Quill held up his hands defensively, but Thanos reassured him.
"Rest assured, I know that you are not in possession of it. But I believe I know who is. Help me, help Gamora."
"Why would we want to help her?" Rocket cut in, his only solid memories of her ones of fighting, lots of kicking and good deal of chatter that she was an assassin.
"Very well," Thanos conceded, "help me, help yourselves. I will use the orb to bring balance and peace to a disturbed planet. That is all I seek, to do peacefully what others have done with war. After that, you may have whatever you desire most." His smile was almost enchanting, but Quill's reservations remained.

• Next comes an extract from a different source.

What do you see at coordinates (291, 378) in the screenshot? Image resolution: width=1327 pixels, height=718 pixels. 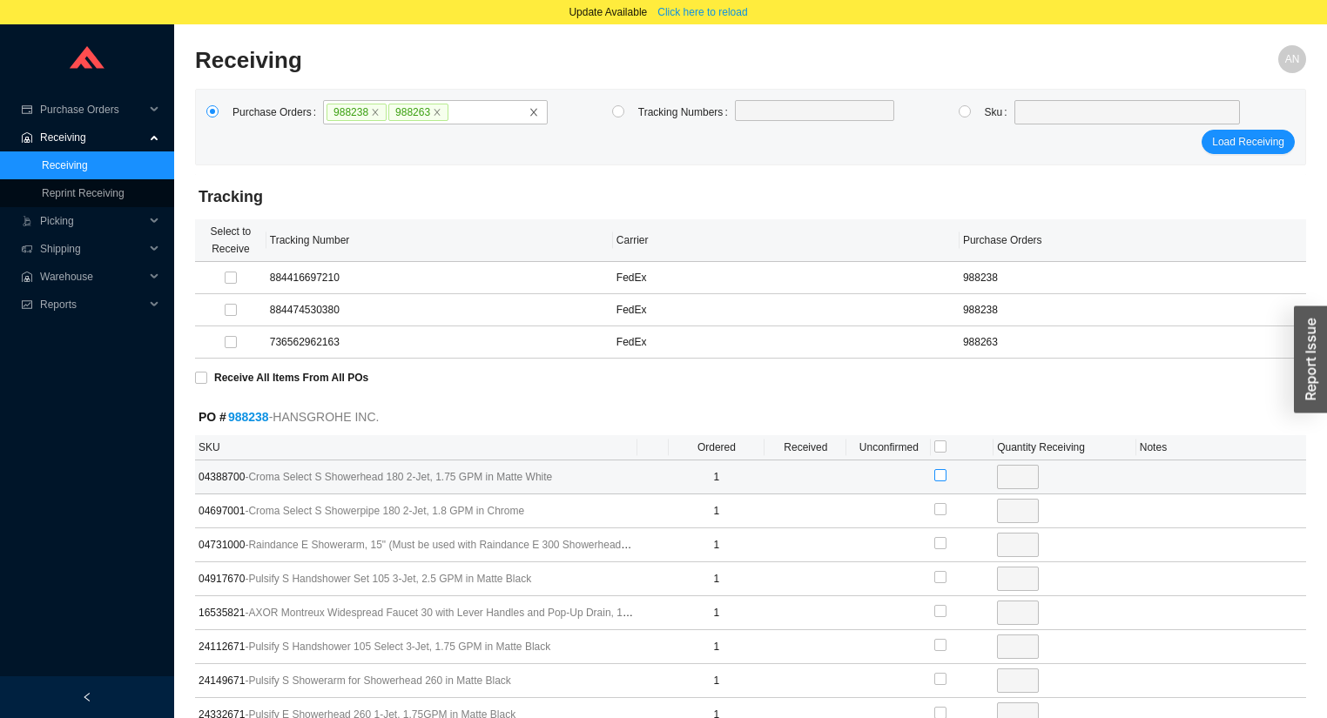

"We work alone," he said, "if we help you, we do it ourselves."
"Naturally."
"Then, Mr Tough Guy, I think we have an agreement."
… … …
The sun had never felt better on Gamora's skin. She grabbed Drax by the hand and pulled him around a corner, hiding them from view of any particularly keen bounty hunters or suchlike. Energy surged through her in the afternoon heat, her shoulders losing their tension for the first time in months.
It didn't stay away long, however. Lifting her head to the sky, she watched as, high above the city, a small, battered ship was engulfed by another, far more familiar one. Batting Drax's arm, she drew his attention to it, horror spreading over her face.
"What have they done?" she whispered as her father's ship fled the atmosphere.